In that Book God is portrayed as controlling the weather to bring about the flood in which only Noah's family was saved and all others were killed. Would those victims feel like worshipping such a God? This theistic God was also said to have killed the first born in every Egyptian household as a prelude to the Exodus. This God was pictured as splitting the Red Sea to allow the Hebrews to escape but then to have closing the Red Sea to drown the Egyptians. Could the Egyptians worship such a God? Can we? Is this not the portrait of a tribal deity that we surely have outgrown?

I do not think that atheism is the only alternative to theism. I believe, however, that theism is a very inadequate way to envision the holy. I prefer to think of God as the Source of the life that flows in all of us, as the Source of the love that humanizes us and as the Ground of Being that calls us and empowers us to be all that we can be. These are not theistic images. They are words that are designed to carry us beyond the sterile debate between atheism and theism and into a new way to make sense out of our experiences of the transcendent, the holy, God.

I am confident that a radical revision of the way God is conceived is the first essential ingredient in keeping Christianity alive in the future. I welcome you to the New Reformation.

~ John Shelby Spong

Craig from Boston, Mass asks:

Do you believe that same sex couples should be allowed to adopt children or to have children through artificial insemination or surrogate mothers?

Dear Craig,

There are many dimensions to your question not the least of which is the way homosexuality is still shrouded in irrational fear and ongoing prejudice. What we have to keep our focus on is the goal. Every baby whether conceived naturally or by artificial means, whether raised by his or her parents or by adoptive parents should be guaranteed proper parenting.

The fact is that much parenting is ineffective and some parenting is destructive. There is, however, no evidence to suggest that sexual orientation has anything to do with making one a more or less competent parent. Overwhelming data, for example, suggest that a higher percentage of heterosexual people abuse children than do homosexual people.

There is surely something to be said for every child having two parents but death, divorce, and pregnancies outside of wedlock make that ideal not universally available.

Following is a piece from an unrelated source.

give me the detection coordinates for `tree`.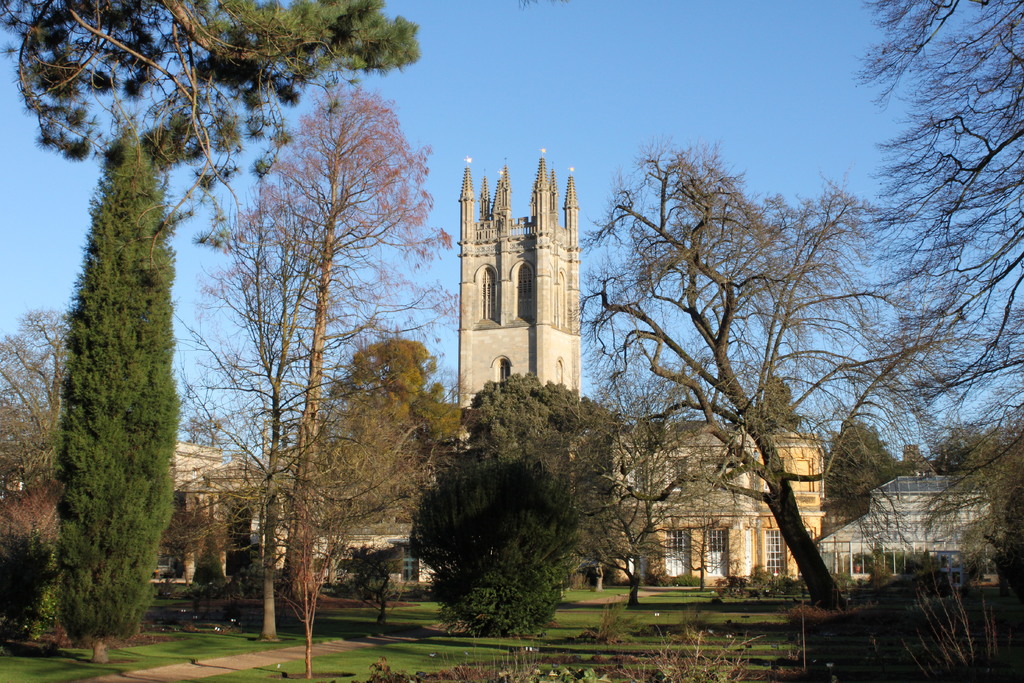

If you pose the question: Would you prefer to see children raised by a heterosexual couple rather than by a homosexual couple, I suspect, given the depth of our cultural homophobia, that a large majority would vote for the heterosexual alternative. But if the question is posed: Would you rather see a child raised by an abusive heterosexual couple or a loving homosexual couple, the answer would be quite different.

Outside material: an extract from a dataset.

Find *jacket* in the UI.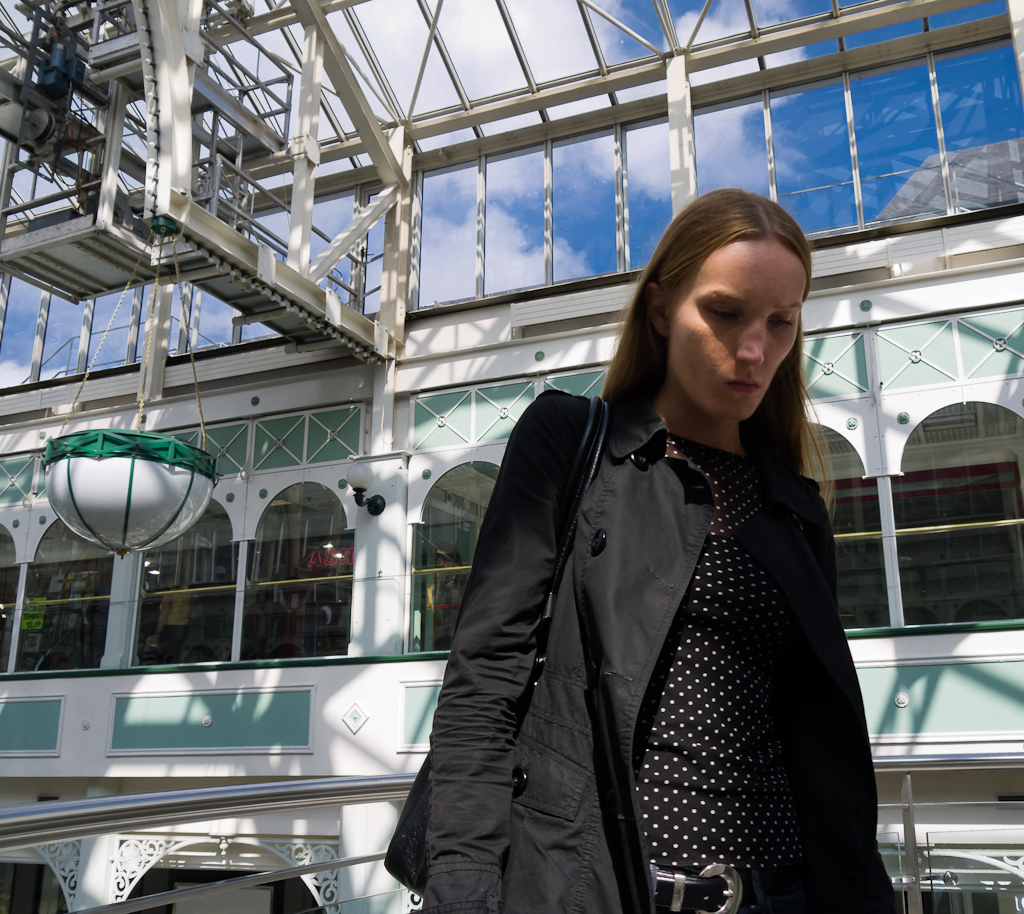
UI element at box=[353, 391, 872, 900].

However, we still live in a free society so prospective parents do not need government approval to conceive. There will always be some risk to children in the fact that they are born. There is no evidence that being a gay or lesbian person adds to that risk.

Perhaps my feelings about this emerge out of my own experience. I was raised by my mother, who did not complete the 9th grade, in a single parent family. She was 35 and I was 12 when my father died. My father's alcoholism and early death put the whole family into economic straits that I would not wish on any child. Yet there is no doubt that both of my parents were heterosexual.

My point is that good people make good parents. Some of those good people are gay and lesbian, some are heterosexual. I favor encouraging good people who will make good parents to do so.